About Me
My husband snapped this photo of me as Oral Roberts University security mobilized to kick us off the campus.
I used to steal “Shoplifters Will Be Prosecuted” signs.
I once walked through the Mercedes exhibit at the New York Auto Show shouting, “Where’s Hitler’s staff car?”
I don’t drink alcohol anymore, but when I did, everything I drank had a screw top or came in a mylar bag. Consequently, my idea of letting wine breathe is throwing up.
In my day, I distressed my jeans the old-fashioned way: I got drunk and fell down.
I am constitutionally incapable of resisting a free tote bag.
I once placed pictures of naked women—taken from a tasteful women’s magazine article, not a nudie mag—in random places in the Salt Lake City airport because its magazine stands cover up photos of women in bathing suits.
When valuing gift baskets, I go by weight.
I don’t write notes in books I give as gifts, but I always check hotel room bibles for messages and write ones for future guests.

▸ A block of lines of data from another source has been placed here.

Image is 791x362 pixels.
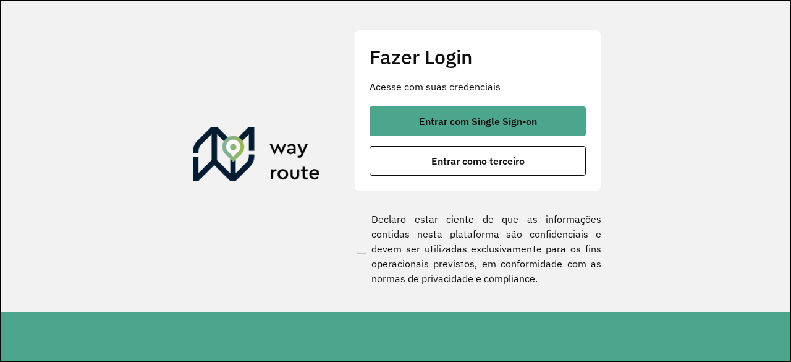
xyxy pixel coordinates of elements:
[370,79,586,94] p: Acesse com suas credenciais
[419,116,537,126] span: Entrar com Single Sign-on
[193,127,320,186] img: Roteirizador AmbevTech
[354,211,602,286] label: Declaro estar ciente de que as informações contidas nesta plataforma são confidenciais e devem se...
[370,106,586,136] button: button
[370,45,586,69] h2: Fazer Login
[370,146,586,176] button: button
[432,156,525,166] span: Entrar como terceiro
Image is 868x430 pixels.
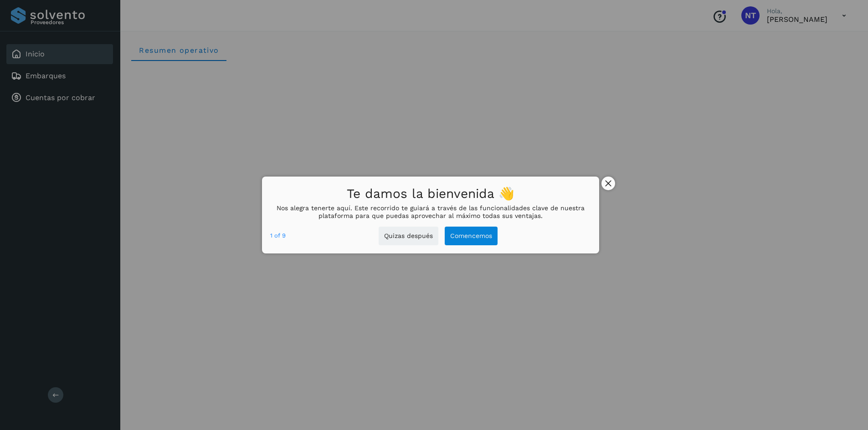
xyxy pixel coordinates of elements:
button: Comencemos [445,227,498,245]
p: Nos alegra tenerte aquí. Este recorrido te guiará a través de las funcionalidades clave de nuestr... [270,204,591,220]
div: step 1 of 9 [270,231,286,241]
div: 1 of 9 [270,231,286,241]
button: close, [602,177,615,190]
button: Quizas después [378,227,438,245]
h1: Te damos la bienvenida 👋 [270,184,591,204]
div: Te damos la bienvenida 👋Nos alegra tenerte aquí. Este recorrido te guiará a través de las funcion... [262,177,599,253]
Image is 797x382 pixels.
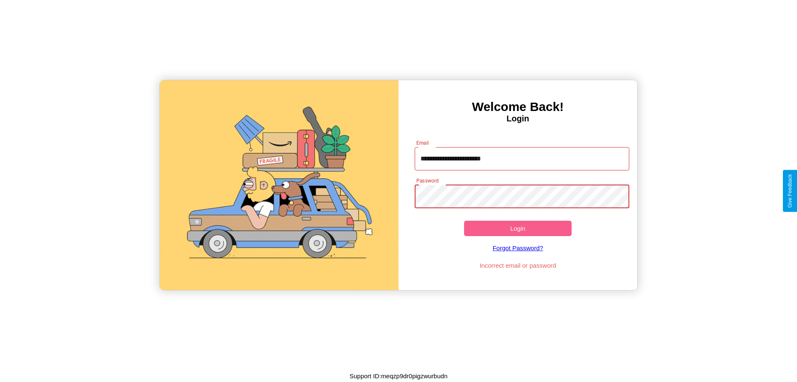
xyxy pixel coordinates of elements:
[787,174,793,208] div: Give Feedback
[411,260,626,271] p: Incorrect email or password
[411,236,626,260] a: Forgot Password?
[417,139,429,146] label: Email
[399,114,638,123] h4: Login
[464,221,572,236] button: Login
[399,100,638,114] h3: Welcome Back!
[160,80,399,290] img: gif
[417,177,439,184] label: Password
[350,370,448,381] p: Support ID: meqzp9dr0pigzwurbudn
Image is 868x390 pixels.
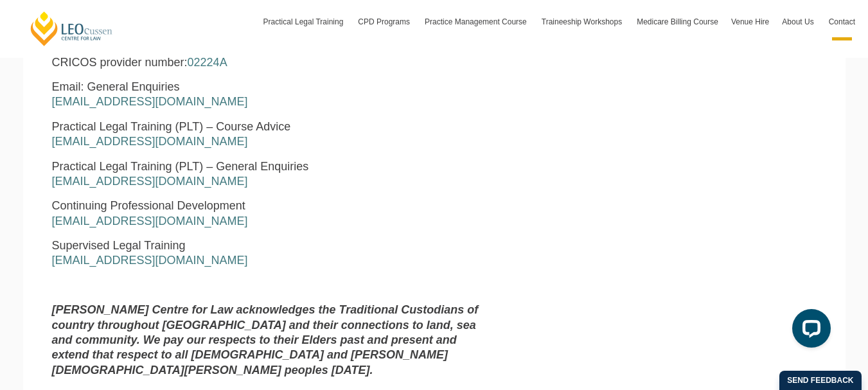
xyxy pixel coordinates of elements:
a: Practical Legal Training [257,3,352,40]
a: Medicare Billing Course [630,3,725,40]
a: [PERSON_NAME] Centre for Law [29,10,114,47]
a: [EMAIL_ADDRESS][DOMAIN_NAME] [52,135,248,148]
a: Practice Management Course [418,3,535,40]
p: CRICOS provider number: [52,55,490,70]
a: [EMAIL_ADDRESS][DOMAIN_NAME] [52,214,248,227]
iframe: LiveChat chat widget [782,304,836,358]
span: Practical Legal Training (PLT) – General Enquiries [52,160,309,173]
p: Continuing Professional Development [52,199,490,229]
a: Contact [822,3,862,40]
a: 02224A [187,56,227,69]
strong: [PERSON_NAME] Centre for Law acknowledges the Traditional Custodians of country throughout [GEOGR... [52,303,478,376]
p: Supervised Legal Training [52,238,490,268]
a: [EMAIL_ADDRESS][DOMAIN_NAME] [52,175,248,187]
a: About Us [775,3,821,40]
a: CPD Programs [352,3,418,40]
p: Practical Legal Training (PLT) – Course Advice [52,120,490,150]
a: [EMAIL_ADDRESS][DOMAIN_NAME] [52,254,248,267]
p: Email: General Enquiries [52,80,490,110]
a: Venue Hire [725,3,775,40]
a: [EMAIL_ADDRESS][DOMAIN_NAME] [52,95,248,108]
a: Traineeship Workshops [535,3,630,40]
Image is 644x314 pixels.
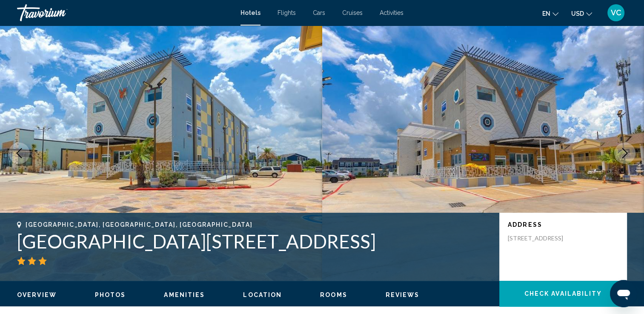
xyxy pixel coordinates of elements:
[571,10,584,17] span: USD
[508,235,576,242] p: [STREET_ADDRESS]
[277,9,296,17] a: Flights
[542,7,558,20] button: Change language
[17,4,232,21] a: Travorium
[571,7,592,20] button: Change currency
[542,10,550,17] span: en
[499,281,627,306] button: Check Availability
[614,142,635,164] button: Next image
[9,142,30,164] button: Previous image
[17,291,57,298] button: Overview
[164,291,205,298] button: Amenities
[611,9,621,17] span: VC
[605,4,627,22] button: User Menu
[508,221,618,228] p: Address
[240,9,261,17] a: Hotels
[243,291,282,298] button: Location
[25,221,253,228] span: [GEOGRAPHIC_DATA], [GEOGRAPHIC_DATA], [GEOGRAPHIC_DATA]
[609,280,637,307] iframe: Button to launch messaging window
[379,9,403,17] a: Activities
[524,290,602,297] span: Check Availability
[17,230,490,253] h1: [GEOGRAPHIC_DATA][STREET_ADDRESS]
[386,291,420,298] button: Reviews
[342,9,362,17] a: Cruises
[320,291,347,298] button: Rooms
[95,291,126,298] button: Photos
[313,9,325,17] a: Cars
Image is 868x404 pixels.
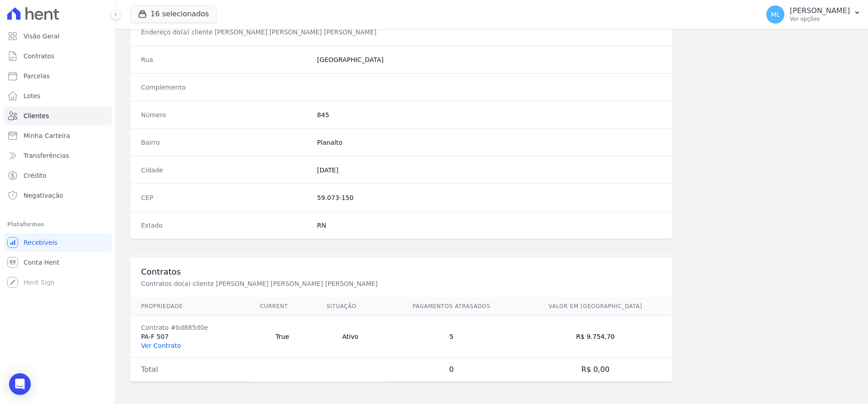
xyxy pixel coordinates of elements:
td: Total [130,358,249,382]
a: Clientes [4,107,112,124]
th: Current [249,297,315,315]
dt: Número [141,110,310,120]
p: Endereço do(a) cliente [PERSON_NAME] [PERSON_NAME] [PERSON_NAME] [141,28,445,37]
span: Crédito [23,171,46,180]
a: Transferências [4,147,112,165]
span: Minha Carteira [23,131,70,140]
th: Valor em [GEOGRAPHIC_DATA] [518,297,673,315]
dd: 59.073-150 [317,193,663,202]
span: Visão Geral [23,32,60,40]
td: R$ 9.754,70 [518,315,673,358]
a: Recebíveis [4,233,112,252]
span: Parcelas [23,71,50,80]
div: Contrato #bd885d0e [141,323,238,332]
span: Negativação [23,191,64,200]
dt: Complemento [141,83,310,92]
div: Open Intercom Messenger [9,373,31,394]
dd: [GEOGRAPHIC_DATA] [317,55,663,65]
dt: Bairro [141,138,310,147]
dt: Cidade [141,166,310,175]
button: 16 selecionados [130,6,217,22]
dt: Estado [141,221,310,229]
td: 5 [385,315,518,358]
p: Ver opções [790,15,851,22]
dd: 845 [317,110,663,120]
dd: [DATE] [317,166,663,175]
td: Ativo [315,315,385,358]
a: Lotes [4,87,112,105]
td: PA-F 507 [130,315,249,358]
dt: CEP [141,193,310,202]
span: Conta Hent [23,257,59,267]
a: Negativação [4,186,112,204]
span: Contratos [23,51,54,61]
p: Contratos do(a) cliente [PERSON_NAME] [PERSON_NAME] [PERSON_NAME] [141,279,445,288]
a: Minha Carteira [4,126,112,145]
a: Crédito [4,167,112,184]
td: True [249,315,315,358]
span: ML [772,12,780,17]
dd: Planalto [317,138,663,147]
a: Parcelas [4,67,112,85]
span: Clientes [23,111,49,121]
a: Ver Contrato [141,342,181,349]
span: Transferências [23,151,69,160]
td: R$ 0,00 [518,358,673,382]
th: Pagamentos Atrasados [385,297,518,315]
button: ML [PERSON_NAME] Ver opções [759,2,868,27]
a: Contratos [4,47,112,66]
th: Situação [315,297,385,315]
h3: Contratos [141,266,663,277]
p: [PERSON_NAME] [790,7,851,15]
span: Lotes [23,92,41,100]
th: Propriedade [130,297,249,315]
div: Plataformas [8,219,108,229]
dd: RN [317,221,663,229]
a: Visão Geral [4,27,112,45]
dt: Rua [141,55,310,65]
td: 0 [385,358,518,382]
span: Recebíveis [23,238,58,247]
a: Conta Hent [4,254,112,271]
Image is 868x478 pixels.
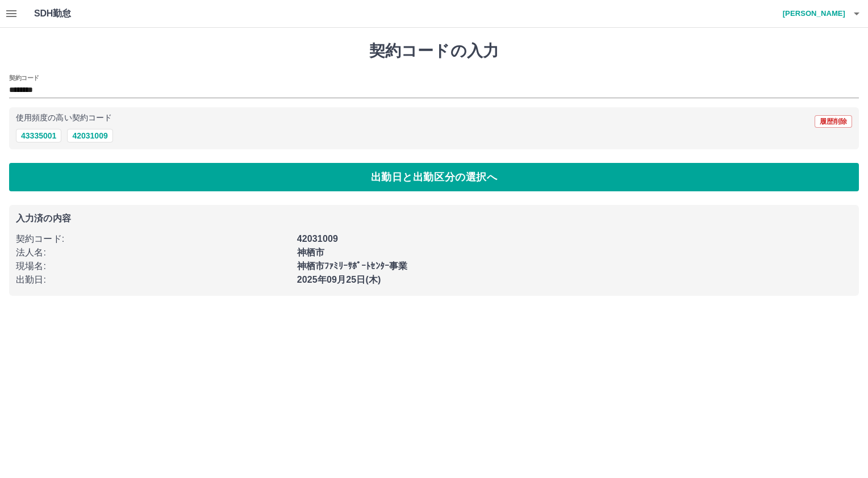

Barry Goldwater once sang “Happy Birthday” to me—along with everyone else in the dining room at the lodge at the north rim of the Grand Canyon.
A poorly timed sleep-with-the-fishes joke to a mobster’s wife’s bodyguard made me wonder if my grandmother’s prediction that my smart mouth would get me killed might turn out to be correct.
I was at the Francis Bacon exhibit at the Metropolitan Museum of Art on the day of Michael Jackson’s funeral: I’m certain it was a less weird place to be.
I drink filtered water but eat Slim Jims, occasionally at the same time.
I came in second in a sweepstakes contest where first place was a trip to New Zealand and my prize was a Sundance branded pen, journal and umbrella.
I realized I wasn’t paying attention to my appearance when I was walking home one day and a guy tried to give me bottles and cans because he thought I was homeless and needed to recycle them for change.
I was ordained by the First Universal Church Triumphant of the Apathetic Agnostic, which was torn apart by a schism formed between those who believed in promoting the religion and those who were apathetic about it.
Years later, I became an ordained minister of the Universal Life Church, then went to the trouble of getting licensed to legally perform weddings in New York simply because my husband told me I couldn’t. So I’m available for atheist nuptials in the tristate area but I don’t recommend myself. I get stage fright and I cry at weddings.
I wouldn’t kill a sacred cow—but I might draw a mustache on it.